Table of Contents
Fetching ...

Talking to Machines: do you read me?

Lina M. Rojas-Barahona

TL;DR

This work surveys the evolution of dialogue systems from modular, task-specific architectures to end-to-end neural approaches and large language models, emphasizing Task-Oriented Dialogues (TOD) and Conversational Question Answering (CQA). It presents a coherent program of contributions across NLU, Dialogue Management, and NLG for TOD, including data augmentation, few-shot learning, Bayesian IRL, imitation learning, and graph-based policies. It also extends to conversational QA with ellipsis/coreference detection, question rewriting, and a Wikidata-grounded corpus, alongside advanced KG embeddings in hyperbolic space. The dissertation further documents data collection, annotation practices, and dialogue frameworks (notably PyDial and Dialport), culminating in a scientific project on LLMs for TOD and multimodal dialogue with regard to evaluation, grounding, and decoding control. Overall, the work advances both methodological foundations and practical resources for robust, scalable dialogue systems and foundational QA over knowledge graphs.

Abstract

In this dissertation I would like to guide the reader to the research on dialogue but more precisely the research I have conducted during my career since my PhD thesis. Starting from modular architectures with machine learning/deep learning and reinforcement learning to end-to-end deep neural networks. Besides my work as research associate, I also present the work I have supervised in the last years. I review briefly the state of the art and highlight the open research problems on conversational agents. Afterwards, I present my contribution to Task-Oriented Dialogues (TOD), both as research associate and as the industrial supervisor of CIFRE theses. I discuss conversational QA. Particularly, I present the work of two PhD candidates Thibault Cordier and Sebastien Montella; as well as the work of the young researcher Quentin Brabant. Finally, I present the scientific project, where I discuss about Large Language Models (LLMs) for Task-Oriented Dialogue and Multimodal Task-Oriented Dialogue.

Talking to Machines: do you read me?

TL;DR

This work surveys the evolution of dialogue systems from modular, task-specific architectures to end-to-end neural approaches and large language models, emphasizing Task-Oriented Dialogues (TOD) and Conversational Question Answering (CQA). It presents a coherent program of contributions across NLU, Dialogue Management, and NLG for TOD, including data augmentation, few-shot learning, Bayesian IRL, imitation learning, and graph-based policies. It also extends to conversational QA with ellipsis/coreference detection, question rewriting, and a Wikidata-grounded corpus, alongside advanced KG embeddings in hyperbolic space. The dissertation further documents data collection, annotation practices, and dialogue frameworks (notably PyDial and Dialport), culminating in a scientific project on LLMs for TOD and multimodal dialogue with regard to evaluation, grounding, and decoding control. Overall, the work advances both methodological foundations and practical resources for robust, scalable dialogue systems and foundational QA over knowledge graphs.

Abstract

In this dissertation I would like to guide the reader to the research on dialogue but more precisely the research I have conducted during my career since my PhD thesis. Starting from modular architectures with machine learning/deep learning and reinforcement learning to end-to-end deep neural networks. Besides my work as research associate, I also present the work I have supervised in the last years. I review briefly the state of the art and highlight the open research problems on conversational agents. Afterwards, I present my contribution to Task-Oriented Dialogues (TOD), both as research associate and as the industrial supervisor of CIFRE theses. I discuss conversational QA. Particularly, I present the work of two PhD candidates Thibault Cordier and Sebastien Montella; as well as the work of the young researcher Quentin Brabant. Finally, I present the scientific project, where I discuss about Large Language Models (LLMs) for Task-Oriented Dialogue and Multimodal Task-Oriented Dialogue.
Paper Structure (140 sections, 26 equations, 23 figures, 23 tables)

This paper contains 140 sections, 26 equations, 23 figures, 23 tables.

Figures (23)

  • Figure 1: Basic elements of a statistical spoken dialogue system
  • Figure 2: E2E neural architecture
  • Figure 3: Excerpt from a dialogue in the EmoSpeech corpus. The corresponding user semantics is shown highlighted on the right.
  • Figure 4: Excerpt from a dialogue in the DSTC2 corpus. The top-best ASR hypothesis is shown highlighted on the left, and the corresponding user semantics is shown highlighted on the right.
  • Figure 5: Combination of sentence and context representations for the joint prediction of dialogue acts and slots.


- **WHAT IS NEEDED**
The listing is to be reproduced in full, with no character altered.

- **EXTRACTED DATA**

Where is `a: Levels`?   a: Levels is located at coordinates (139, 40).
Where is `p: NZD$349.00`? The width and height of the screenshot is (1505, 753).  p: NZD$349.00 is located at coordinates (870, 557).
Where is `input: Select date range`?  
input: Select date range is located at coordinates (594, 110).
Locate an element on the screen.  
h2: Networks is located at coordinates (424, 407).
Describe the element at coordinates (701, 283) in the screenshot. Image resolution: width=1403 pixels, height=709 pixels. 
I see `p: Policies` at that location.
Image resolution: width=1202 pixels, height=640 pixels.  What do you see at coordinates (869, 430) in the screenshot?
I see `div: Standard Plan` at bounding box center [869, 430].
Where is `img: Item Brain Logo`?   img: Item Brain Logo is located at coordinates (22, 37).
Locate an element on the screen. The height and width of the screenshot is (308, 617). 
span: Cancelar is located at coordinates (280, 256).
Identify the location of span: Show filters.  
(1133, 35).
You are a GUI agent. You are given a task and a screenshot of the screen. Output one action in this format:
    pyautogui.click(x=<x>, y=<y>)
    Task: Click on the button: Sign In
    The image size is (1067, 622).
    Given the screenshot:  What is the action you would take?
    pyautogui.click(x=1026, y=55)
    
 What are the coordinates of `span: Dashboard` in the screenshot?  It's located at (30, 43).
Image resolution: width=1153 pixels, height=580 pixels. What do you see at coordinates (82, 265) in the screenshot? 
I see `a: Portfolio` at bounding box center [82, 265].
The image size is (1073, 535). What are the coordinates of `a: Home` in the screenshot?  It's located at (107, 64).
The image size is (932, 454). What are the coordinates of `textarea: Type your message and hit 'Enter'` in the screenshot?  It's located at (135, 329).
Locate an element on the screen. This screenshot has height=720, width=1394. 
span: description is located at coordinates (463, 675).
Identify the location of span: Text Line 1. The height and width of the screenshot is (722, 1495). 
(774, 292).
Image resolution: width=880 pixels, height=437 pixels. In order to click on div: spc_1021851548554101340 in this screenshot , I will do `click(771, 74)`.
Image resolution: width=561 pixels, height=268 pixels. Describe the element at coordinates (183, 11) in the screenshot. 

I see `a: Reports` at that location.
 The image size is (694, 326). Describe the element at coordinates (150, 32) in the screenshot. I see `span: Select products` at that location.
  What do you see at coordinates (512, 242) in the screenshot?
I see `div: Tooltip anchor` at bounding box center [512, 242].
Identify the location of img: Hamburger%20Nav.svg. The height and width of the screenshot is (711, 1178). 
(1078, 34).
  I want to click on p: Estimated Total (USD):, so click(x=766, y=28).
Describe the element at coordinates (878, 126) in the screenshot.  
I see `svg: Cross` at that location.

- **OUTPUT OF THE EXERCISE**
Where is `a: Levels`?   a: Levels is located at coordinates (139, 40).
Where is `p: NZD$349.00`? The width and height of the screenshot is (1505, 753).  p: NZD$349.00 is located at coordinates (870, 557).
Where is `input: Select date range`?  
input: Select date range is located at coordinates (594, 110).
Locate an element on the screen.  
h2: Networks is located at coordinates (424, 407).
Describe the element at coordinates (701, 283) in the screenshot. Image resolution: width=1403 pixels, height=709 pixels. 
I see `p: Policies` at that location.
Image resolution: width=1202 pixels, height=640 pixels.  What do you see at coordinates (869, 430) in the screenshot?
I see `div: Standard Plan` at bounding box center [869, 430].
Where is `img: Item Brain Logo`?   img: Item Brain Logo is located at coordinates (22, 37).
Locate an element on the screen. The height and width of the screenshot is (308, 617). 
span: Cancelar is located at coordinates (280, 256).
Identify the location of span: Show filters.  
(1133, 35).
You are a GUI agent. You are given a task and a screenshot of the screen. Output one action in this format:
    pyautogui.click(x=<x>, y=<y>)
    Task: Click on the button: Sign In
    The image size is (1067, 622).
    Given the screenshot:  What is the action you would take?
    pyautogui.click(x=1026, y=55)
    
 What are the coordinates of `span: Dashboard` in the screenshot?  It's located at (30, 43).
Image resolution: width=1153 pixels, height=580 pixels. What do you see at coordinates (82, 265) in the screenshot? 
I see `a: Portfolio` at bounding box center [82, 265].
The image size is (1073, 535). What are the coordinates of `a: Home` in the screenshot?  It's located at (107, 64).
The image size is (932, 454). What are the coordinates of `textarea: Type your message and hit 'Enter'` in the screenshot?  It's located at (135, 329).
Locate an element on the screen. This screenshot has height=720, width=1394. 
span: description is located at coordinates (463, 675).
Identify the location of span: Text Line 1. The height and width of the screenshot is (722, 1495). 
(774, 292).
Image resolution: width=880 pixels, height=437 pixels. In order to click on div: spc_1021851548554101340 in this screenshot , I will do `click(771, 74)`.
Image resolution: width=561 pixels, height=268 pixels. Describe the element at coordinates (183, 11) in the screenshot. 

I see `a: Reports` at that location.
 The image size is (694, 326). Describe the element at coordinates (150, 32) in the screenshot. I see `span: Select products` at that location.
  What do you see at coordinates (512, 242) in the screenshot?
I see `div: Tooltip anchor` at bounding box center [512, 242].
Identify the location of img: Hamburger%20Nav.svg. The height and width of the screenshot is (711, 1178). 
(1078, 34).
  I want to click on p: Estimated Total (USD):, so click(x=766, y=28).
Describe the element at coordinates (878, 126) in the screenshot.  
I see `svg: Cross` at that location.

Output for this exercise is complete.